During his nearly yearlong tenure in the West Wing, Mulvaney tried to bring continuity to a staff roiled by frequent personnel changes. He attempted to boost morale by installing a popcorn machine in his office suite, and he made sure to give Ivanka Trump and Kushner much greater leeway in the administration than his predecessor, Gen. John Kelly, had.

But even this laissez faire attitude of ‘Let Trump be Trump’ was not enough to keep him in his job in the long-term.

The president eventually tired of Mulvaney just as he had with Kelly and his first chief of staff, Reince Priebus, all of whom espoused very different management styles.

Mulvaney was particularly sidelined during the impeachment process as Trump leaned instead on other White House aides and outside allies to drive his offensive against the Democrats’ inquiry. It was clear by the end of December 2019 that Mulvaney would likely leave the White House once the Senate impeachment trial finished and the intense scrutiny on the West Wing subsided.

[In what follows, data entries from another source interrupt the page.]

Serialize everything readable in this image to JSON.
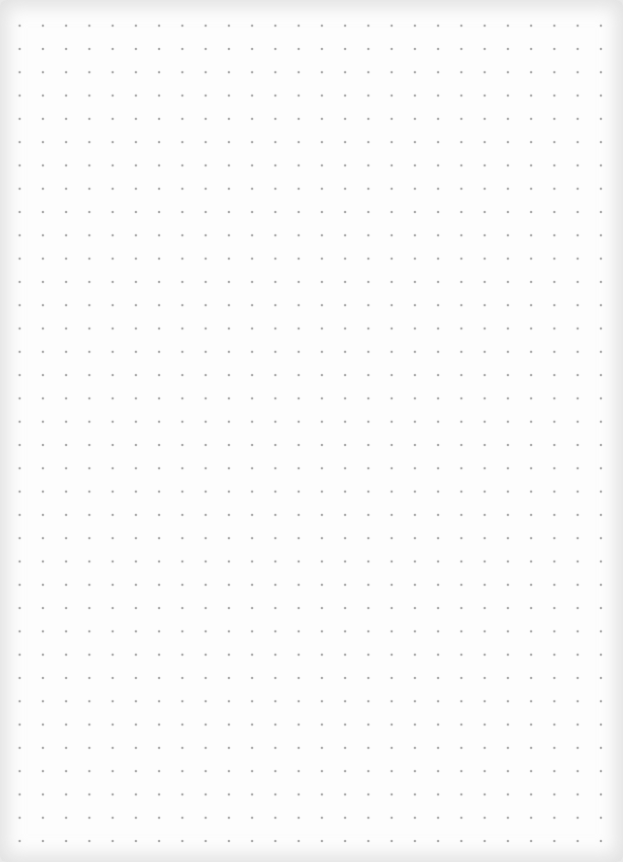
{
  "page": {
    "type": "dot-grid-paper",
    "columns": 26,
    "rows": 36,
    "dot_spacing_px": 23.3,
    "dot_color": "#a9a9a9",
    "paper_color": "#fdfdfd",
    "edge_color": "#e9e9e9"
  }
}
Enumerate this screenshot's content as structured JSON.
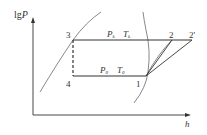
{
  "diagram": {
    "type": "lgP-h refrigeration cycle diagram",
    "axes": {
      "y_label": "lg",
      "y_label_var": "P",
      "x_label": "h"
    },
    "points": {
      "p1": "1",
      "p2": "2",
      "p2prime": "2'",
      "p3": "3",
      "p4": "4"
    },
    "labels": {
      "condensing_pressure": "P",
      "condensing_pressure_sub": "k",
      "condensing_temp": "T",
      "condensing_temp_sub": "k",
      "evaporating_pressure": "P",
      "evaporating_pressure_sub": "0",
      "evaporating_temp": "T",
      "evaporating_temp_sub": "0"
    },
    "colors": {
      "line": "#333333",
      "curve": "#555555",
      "background": "#ffffff"
    }
  }
}
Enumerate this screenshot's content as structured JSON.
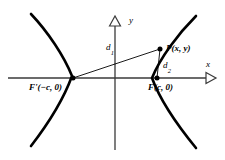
{
  "figure": {
    "type": "hyperbola-focal-definition-diagram",
    "axes": {
      "x_label": "x",
      "y_label": "y",
      "arrowhead_style": "hollow-triangle",
      "origin_px": [
        115,
        78
      ]
    },
    "labels": {
      "left_focus": "F'(−c, 0)",
      "right_focus": "F(c, 0)",
      "point_p": "P(x, y)",
      "distance_1_base": "d",
      "distance_1_sub": "1",
      "distance_2_base": "d",
      "distance_2_sub": "2"
    },
    "points": {
      "left_focus_px": [
        73,
        78
      ],
      "right_focus_px": [
        157,
        78
      ],
      "point_p_px": [
        160,
        49
      ]
    },
    "segments": [
      {
        "name": "d1",
        "from": "F'(−c, 0)",
        "to": "P(x, y)"
      },
      {
        "name": "d2",
        "from": "F(c, 0)",
        "to": "P(x, y)"
      }
    ],
    "curve": {
      "name": "hyperbola",
      "branches": [
        "left-branch-opens-left",
        "right-branch-opens-right"
      ],
      "left_vertex_px": [
        77,
        78
      ],
      "right_vertex_px": [
        152,
        78
      ]
    },
    "colors": {
      "ink": "#000000",
      "axis": "#333333",
      "background": "#ffffff"
    }
  }
}
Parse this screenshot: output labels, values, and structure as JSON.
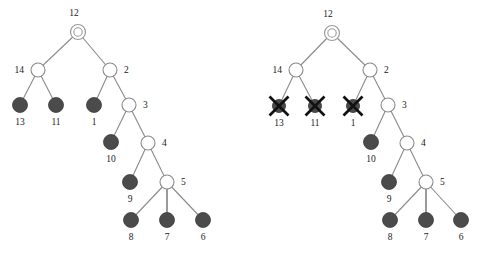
{
  "figure": {
    "background_color": "#ffffff",
    "node_fill_color": "#4b4b4b",
    "node_open_color": "#ffffff",
    "edge_color": "#8a8a8a",
    "cross_color": "#111111",
    "panel_count": 2
  },
  "panels": [
    {
      "id": "left-tree",
      "name": "tree-before-deletion",
      "root": {
        "label": "12",
        "x": 78,
        "y": 32,
        "kind": "root-double",
        "label_x": 74,
        "label_y": 16,
        "label_anchor": "middle"
      },
      "nodes": [
        {
          "label": "14",
          "x": 38,
          "y": 70,
          "kind": "open",
          "label_x": 24,
          "label_y": 73,
          "label_anchor": "end"
        },
        {
          "label": "2",
          "x": 110,
          "y": 70,
          "kind": "open",
          "label_x": 124,
          "label_y": 73,
          "label_anchor": "start"
        },
        {
          "label": "13",
          "x": 20,
          "y": 105,
          "kind": "filled",
          "label_x": 20,
          "label_y": 125,
          "label_anchor": "middle"
        },
        {
          "label": "11",
          "x": 56,
          "y": 105,
          "kind": "filled",
          "label_x": 56,
          "label_y": 125,
          "label_anchor": "middle"
        },
        {
          "label": "1",
          "x": 94,
          "y": 105,
          "kind": "filled",
          "label_x": 94,
          "label_y": 125,
          "label_anchor": "middle"
        },
        {
          "label": "3",
          "x": 129,
          "y": 105,
          "kind": "open",
          "label_x": 143,
          "label_y": 108,
          "label_anchor": "start"
        },
        {
          "label": "10",
          "x": 111,
          "y": 142,
          "kind": "filled",
          "label_x": 111,
          "label_y": 162,
          "label_anchor": "middle"
        },
        {
          "label": "4",
          "x": 148,
          "y": 143,
          "kind": "open",
          "label_x": 162,
          "label_y": 146,
          "label_anchor": "start"
        },
        {
          "label": "9",
          "x": 130,
          "y": 182,
          "kind": "filled",
          "label_x": 130,
          "label_y": 202,
          "label_anchor": "middle"
        },
        {
          "label": "5",
          "x": 167,
          "y": 182,
          "kind": "open",
          "label_x": 181,
          "label_y": 185,
          "label_anchor": "start"
        },
        {
          "label": "8",
          "x": 131,
          "y": 220,
          "kind": "filled",
          "label_x": 131,
          "label_y": 240,
          "label_anchor": "middle"
        },
        {
          "label": "7",
          "x": 167,
          "y": 220,
          "kind": "filled",
          "label_x": 167,
          "label_y": 240,
          "label_anchor": "middle"
        },
        {
          "label": "6",
          "x": 203,
          "y": 220,
          "kind": "filled",
          "label_x": 203,
          "label_y": 240,
          "label_anchor": "middle"
        }
      ],
      "edges": [
        {
          "from": "12",
          "to": "14",
          "x1": 78,
          "y1": 32,
          "x2": 38,
          "y2": 70
        },
        {
          "from": "12",
          "to": "2",
          "x1": 78,
          "y1": 32,
          "x2": 110,
          "y2": 70
        },
        {
          "from": "14",
          "to": "13",
          "x1": 38,
          "y1": 70,
          "x2": 20,
          "y2": 105
        },
        {
          "from": "14",
          "to": "11",
          "x1": 38,
          "y1": 70,
          "x2": 56,
          "y2": 105
        },
        {
          "from": "2",
          "to": "1",
          "x1": 110,
          "y1": 70,
          "x2": 94,
          "y2": 105
        },
        {
          "from": "2",
          "to": "3",
          "x1": 110,
          "y1": 70,
          "x2": 129,
          "y2": 105
        },
        {
          "from": "3",
          "to": "10",
          "x1": 129,
          "y1": 105,
          "x2": 111,
          "y2": 142
        },
        {
          "from": "3",
          "to": "4",
          "x1": 129,
          "y1": 105,
          "x2": 148,
          "y2": 143
        },
        {
          "from": "4",
          "to": "9",
          "x1": 148,
          "y1": 143,
          "x2": 130,
          "y2": 182
        },
        {
          "from": "4",
          "to": "5",
          "x1": 148,
          "y1": 143,
          "x2": 167,
          "y2": 182
        },
        {
          "from": "5",
          "to": "8",
          "x1": 167,
          "y1": 182,
          "x2": 131,
          "y2": 220
        },
        {
          "from": "5",
          "to": "7",
          "x1": 167,
          "y1": 182,
          "x2": 167,
          "y2": 220
        },
        {
          "from": "5",
          "to": "6",
          "x1": 167,
          "y1": 182,
          "x2": 203,
          "y2": 220
        }
      ]
    },
    {
      "id": "right-tree",
      "name": "tree-after-deletion",
      "root": {
        "label": "12",
        "x": 332,
        "y": 33,
        "kind": "root-double",
        "label_x": 328,
        "label_y": 17,
        "label_anchor": "middle"
      },
      "nodes": [
        {
          "label": "14",
          "x": 296,
          "y": 70,
          "kind": "open",
          "label_x": 282,
          "label_y": 73,
          "label_anchor": "end"
        },
        {
          "label": "2",
          "x": 370,
          "y": 70,
          "kind": "open",
          "label_x": 384,
          "label_y": 73,
          "label_anchor": "start"
        },
        {
          "label": "13",
          "x": 279,
          "y": 106,
          "kind": "deleted",
          "label_x": 279,
          "label_y": 126,
          "label_anchor": "middle"
        },
        {
          "label": "11",
          "x": 315,
          "y": 106,
          "kind": "deleted",
          "label_x": 315,
          "label_y": 126,
          "label_anchor": "middle"
        },
        {
          "label": "1",
          "x": 353,
          "y": 106,
          "kind": "deleted",
          "label_x": 353,
          "label_y": 126,
          "label_anchor": "middle"
        },
        {
          "label": "3",
          "x": 388,
          "y": 105,
          "kind": "open",
          "label_x": 402,
          "label_y": 108,
          "label_anchor": "start"
        },
        {
          "label": "10",
          "x": 371,
          "y": 142,
          "kind": "filled",
          "label_x": 371,
          "label_y": 162,
          "label_anchor": "middle"
        },
        {
          "label": "4",
          "x": 407,
          "y": 143,
          "kind": "open",
          "label_x": 421,
          "label_y": 146,
          "label_anchor": "start"
        },
        {
          "label": "9",
          "x": 389,
          "y": 182,
          "kind": "filled",
          "label_x": 389,
          "label_y": 202,
          "label_anchor": "middle"
        },
        {
          "label": "5",
          "x": 426,
          "y": 182,
          "kind": "open",
          "label_x": 440,
          "label_y": 185,
          "label_anchor": "start"
        },
        {
          "label": "8",
          "x": 390,
          "y": 220,
          "kind": "filled",
          "label_x": 390,
          "label_y": 240,
          "label_anchor": "middle"
        },
        {
          "label": "7",
          "x": 426,
          "y": 220,
          "kind": "filled",
          "label_x": 426,
          "label_y": 240,
          "label_anchor": "middle"
        },
        {
          "label": "6",
          "x": 461,
          "y": 220,
          "kind": "filled",
          "label_x": 461,
          "label_y": 240,
          "label_anchor": "middle"
        }
      ],
      "edges": [
        {
          "from": "12",
          "to": "14",
          "x1": 332,
          "y1": 33,
          "x2": 296,
          "y2": 70
        },
        {
          "from": "12",
          "to": "2",
          "x1": 332,
          "y1": 33,
          "x2": 370,
          "y2": 70
        },
        {
          "from": "14",
          "to": "13",
          "x1": 296,
          "y1": 70,
          "x2": 279,
          "y2": 106
        },
        {
          "from": "14",
          "to": "11",
          "x1": 296,
          "y1": 70,
          "x2": 315,
          "y2": 106
        },
        {
          "from": "2",
          "to": "1",
          "x1": 370,
          "y1": 70,
          "x2": 353,
          "y2": 106
        },
        {
          "from": "2",
          "to": "3",
          "x1": 370,
          "y1": 70,
          "x2": 388,
          "y2": 105
        },
        {
          "from": "3",
          "to": "10",
          "x1": 388,
          "y1": 105,
          "x2": 371,
          "y2": 142
        },
        {
          "from": "3",
          "to": "4",
          "x1": 388,
          "y1": 105,
          "x2": 407,
          "y2": 143
        },
        {
          "from": "4",
          "to": "9",
          "x1": 407,
          "y1": 143,
          "x2": 389,
          "y2": 182
        },
        {
          "from": "4",
          "to": "5",
          "x1": 407,
          "y1": 143,
          "x2": 426,
          "y2": 182
        },
        {
          "from": "5",
          "to": "8",
          "x1": 426,
          "y1": 182,
          "x2": 390,
          "y2": 220
        },
        {
          "from": "5",
          "to": "7",
          "x1": 426,
          "y1": 182,
          "x2": 426,
          "y2": 220
        },
        {
          "from": "5",
          "to": "6",
          "x1": 426,
          "y1": 182,
          "x2": 461,
          "y2": 220
        }
      ]
    }
  ],
  "geometry": {
    "open_radius": 7,
    "filled_radius": 7.5,
    "root_outer_radius": 7.5,
    "root_inner_radius": 4.2,
    "deleted_radius": 6.5,
    "cross_half_length": 9.5
  }
}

Mulvaney arrived in the West Wing in Dec. 2019 as the ‘acting’ chief of staff, Trump’s fourth choice for the job. Trump had previously considered for the position Nick Ayers, Vice President Mike Pence’s former chief of staff, Chris Christie, the former governor of New Jersey, and Meadows.

Trump ended up offering the job impromptu to Mulvaney during a late Friday afternoon meeting in the White House residence, when the two were scheduled to go over budget issues including funding for the border wall. Mulvaney accepted the job but never was able to drop the ‘acting’ from his title.

Although he managed to enact some conservative policy wins at the margins of White House policy and bring several conservatively-minded aides into the White House, he also made a few serious missteps during his tenure including advocating for the longest government shutdown in history and giving a disastrous press briefing on the Ukraine scandal, which only provided fodder for the Democrats’ investigations.

Prior to his chief of staff job, Mulvaney served as both the director of Office of Management and Budget and the acting director of the Consumer Financial Protection Bureau. He joined the Trump team in December 2016 as Trump’s pick for budget director, even though he had not been a vocal proponent of Trump during the 2016 election.

Meadows’ resignation from the House will open up his western North Carolina House seat just months before this year’s election. His retirement last December — just days before the filing deadline to run for the seat — roiled the state’s GOP political scene, with some Republicans speculating he may have timed his announcement to preclude state lawmakers from running and benefit his desired replacement, a charge Meadows disputed.

Meridith McGraw, Alex Isenstadt, Steven Shepard and Ally Mutnick contributed to this story.